An elevator is simply a device that increases or decreases a person’s potential energy without them needing to supply that energy themselves: the elevator gives you potential energy when you’re going up and it takes potential energy from you when you’re coming down.

How it works:

1-The elevator compartment is raised and lowered by a hoist and pulley system and a moving counterweight .The
elevator is moves smoothly between vertical guide bars: it doesn’t just dangle stupidly from the rope.

2-The cable that does all the lifting wraps around several pulleys and the main winding drum. Don’t forget this
elevator was invented before anyone was really using electricity: it was raised and lowered by hand.

3-At the top of the elevator car, there’s a simple mechanism made up of spring-loaded arms and pivots . If the main cable breaks, the springs push out two sturdy bars called “pawls” so they lock into vertical racks of upward-
pointing teeth on either side. This ratchet-like device clamps the elevator safely in place.

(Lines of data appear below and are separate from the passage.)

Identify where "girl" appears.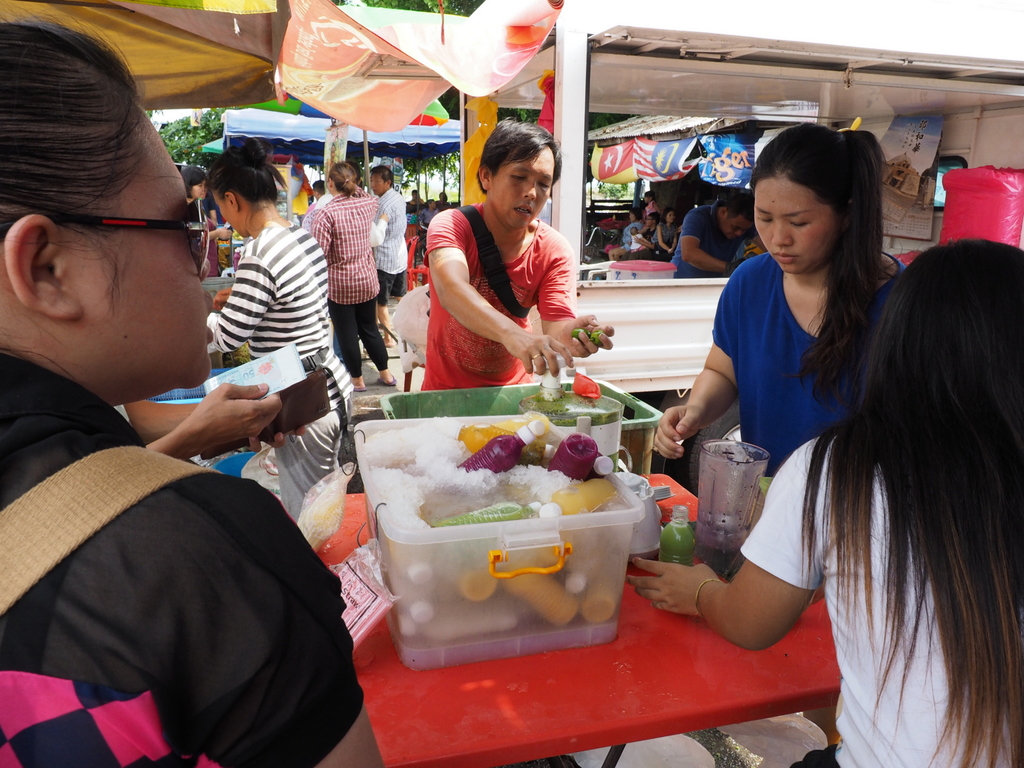
Appears at <bbox>657, 129, 909, 474</bbox>.
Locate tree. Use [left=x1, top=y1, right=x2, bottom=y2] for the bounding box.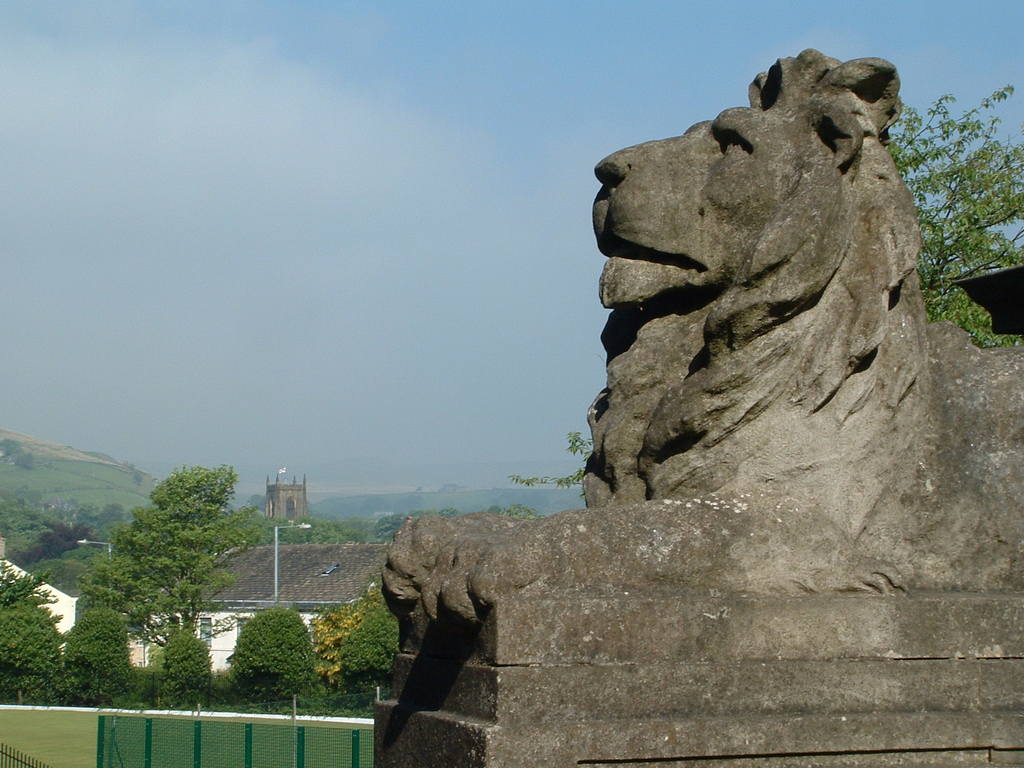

4-Most elevators have an entirely separate speed-regulating system called a governor, which is a heavy flywheel
with massive mechanical arms built inside it. Normally the arms are held inside the flywheel by hefty springs,but if the lift moves too fast, they fly outward, pushing a lever mechanism that trips one or more braking systems. First, they might cut power to the lift motor. If that fails and the lift continues to accelerate, the arms will fly out even further and trip a second mechanism, applying the brakes. Some governors are entirely mechanical; others are electromagnetic, still others use a mixture of mechanical and electronic components.